More information on the casebooks and study aids available through the BLS Library can be found here
This Thursday (April 11) at 1 pm on the first floor of BLS Library, BLS Reference Librarians/Adjunct Professors of Law Loreen Peritz and Sue Silverman will offer a program on free sources for legal research. To accompany their program, Loreen Peritz also created this publicly-accessible research guide: Sources of Free Legal Research. Knowledge of reputable free sources can help you to conduct cost-effective research. Refreshments will be served at this program!
Also, our staff noticed that the two bulletin boards for student announcements of BLS events (located outside of BLS Library’s Nash reading room, by the third floor main elevators) were often overflowing with notices. So, there are now additional bulletin boards for your announcements. There are signs on the two center bulletin boards stating: This Week: Events. BLS students can place announcements about the current week’s BLS events on these two central boards. Students can place signs about BLS events occurring farther in the future (or events that might not have a specific date) on the additional bulletin boards.
Happy National Library Week!
Below is a description of a free, half-hour Zoom program tracing the history of languages in New York City. This program requires free online registration. Note: BLS Library is purchasing multi-user electronic access to Ross Perlin's new book, Language City: The Fight to Preserve Endangered Mother Tongues in New York. (We expect the vendor to provide us with access to this ebook within a few days.)

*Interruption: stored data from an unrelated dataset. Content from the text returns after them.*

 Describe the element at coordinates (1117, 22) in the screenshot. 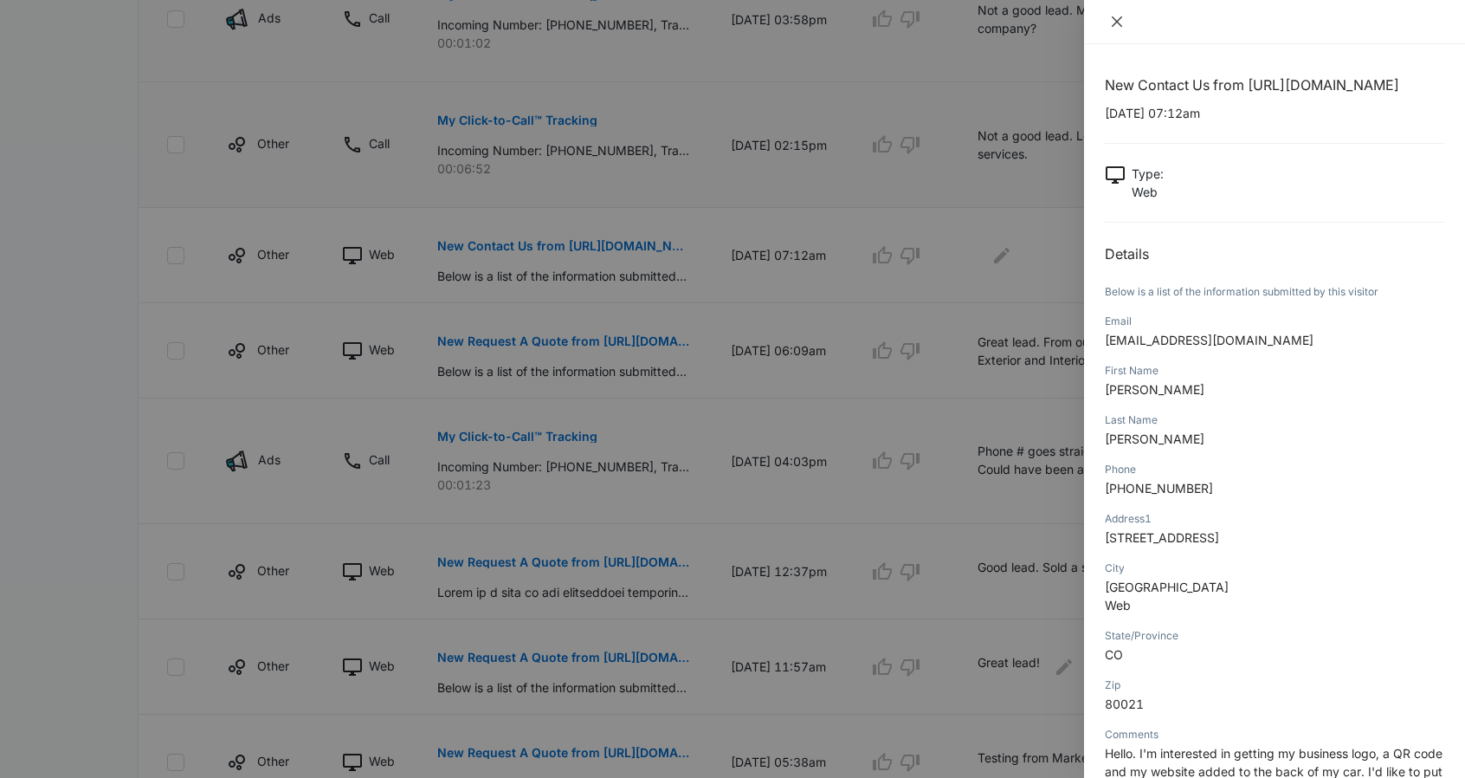

I see `span: close` at that location.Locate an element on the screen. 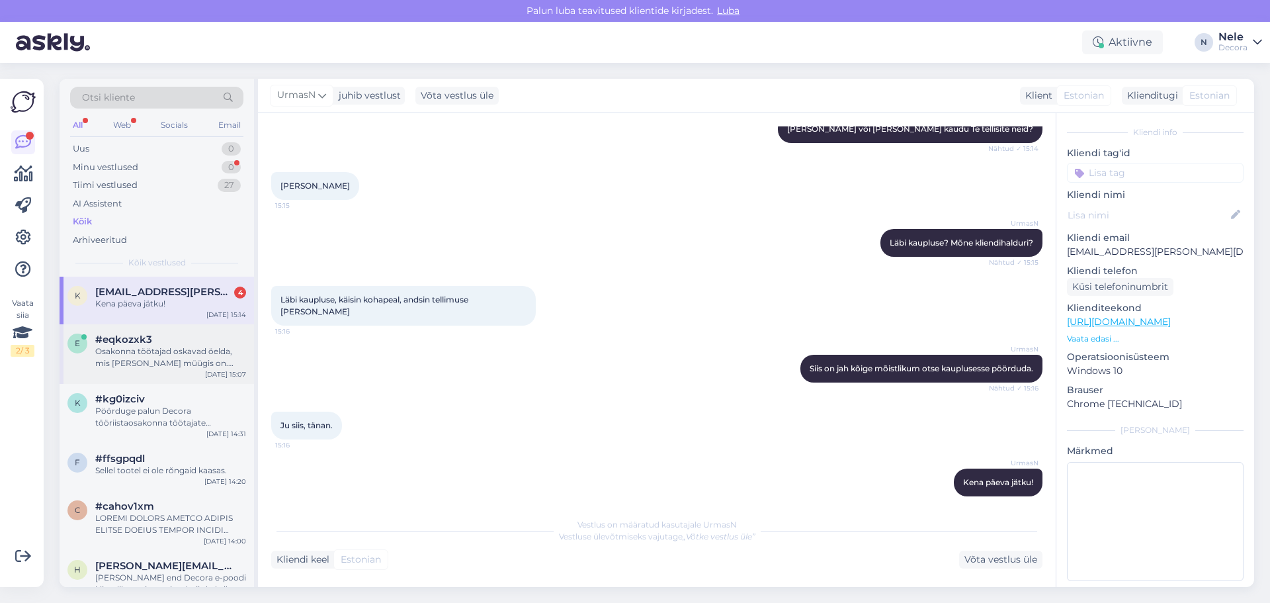  div: Kena päeva jätku! is located at coordinates (171, 304). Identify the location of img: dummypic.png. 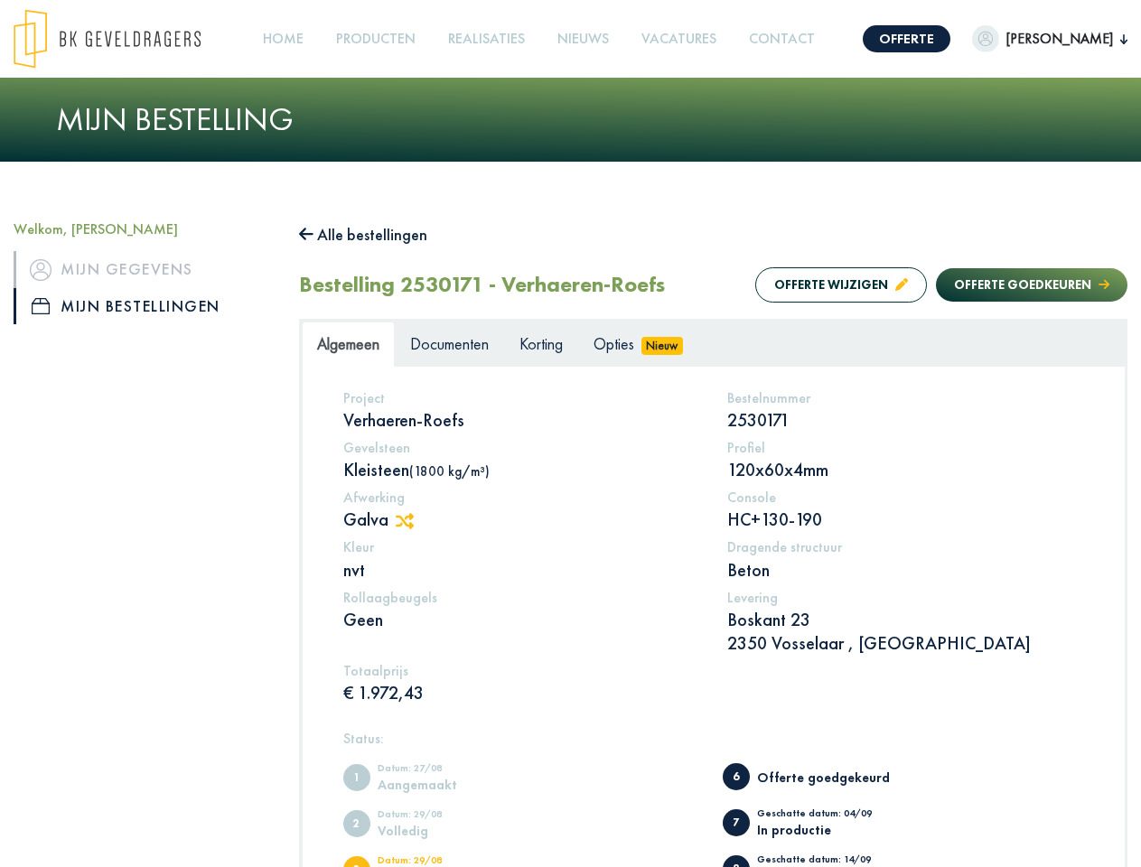
(986, 39).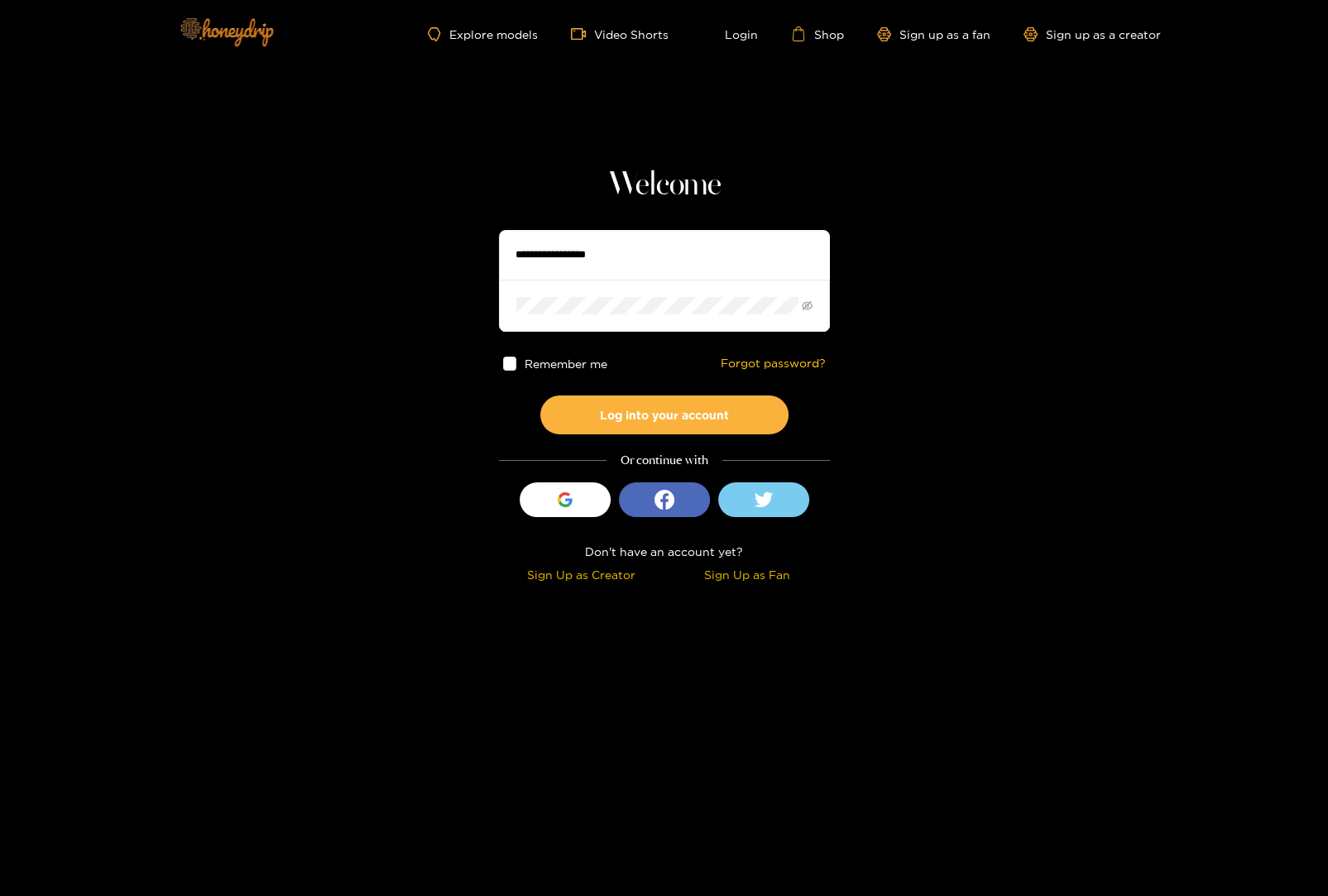 The image size is (1328, 896). I want to click on div: Or continue with, so click(664, 460).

Featuring: Ross Perlin & Russell Shorto
The description of this program at New York Historical Society’s website states: “Four centuries ago, what had been a Lenape-speaking archipelago suddenly became New Amsterdam—a crossroads of Native American, European, and African cultures. Here, 18 languages were reported as being spoken within the first few decades, and the number is likely far greater. Join Ross Perlin, author of the new book Language City: The Fight to Preserve Endangered Mother Tongues in New York, and Russell Shorto [director of the New Amsterdam Project at the New-York Historical Society] as they trace this history of language and how it set the template for the city’s extraordinary transformation into one of the most linguistically diverse cities in the world.”
Also, New York Historical Society has a new installation: New York Before New York: The Castello Plan of New Amsterdam. New York Historical Society states it offers “pay as you wish” admission on Friday evenings from 6-8 pm. (NYHS generally charges students $13 for admission.) Also, beginning on April 1 at midnight, those with Brooklyn, New York or Queens Public Library cards will be able to try to reserve one of the limited number of free “Culture Passes” offering free admission to New York Historical Society. (Each month, a new group of Culture Passes becomes available.)
Today we are highlighting new and updated library research guides to support our patrons’ work during the spring 2024 semester:
Animal Law – updated to support students’ research in Prof. Rodriguez’s Animal Law course.
Housing Justice – developed to support the BLS Housing Justice clinic and seminar, supervised by Prof. Barry.
Law and Capitalism – created to support students’ research in Prof. Winsberg’s Law and Capitalism in U.S. History course.
Native American Law – created to support students’ research in Prof. Benally’s Native American Law course.
Pension Benefits and Executive Compensation – updated to support students’ research in Prof. Neumark’s Pension and Executive Compensation course.
Researching Mass Incarceration and Prison Abolition – updated to support students’ research in Prof. Hoag-Fordjour’s course: Abolition: Imagining a Decarceral Future.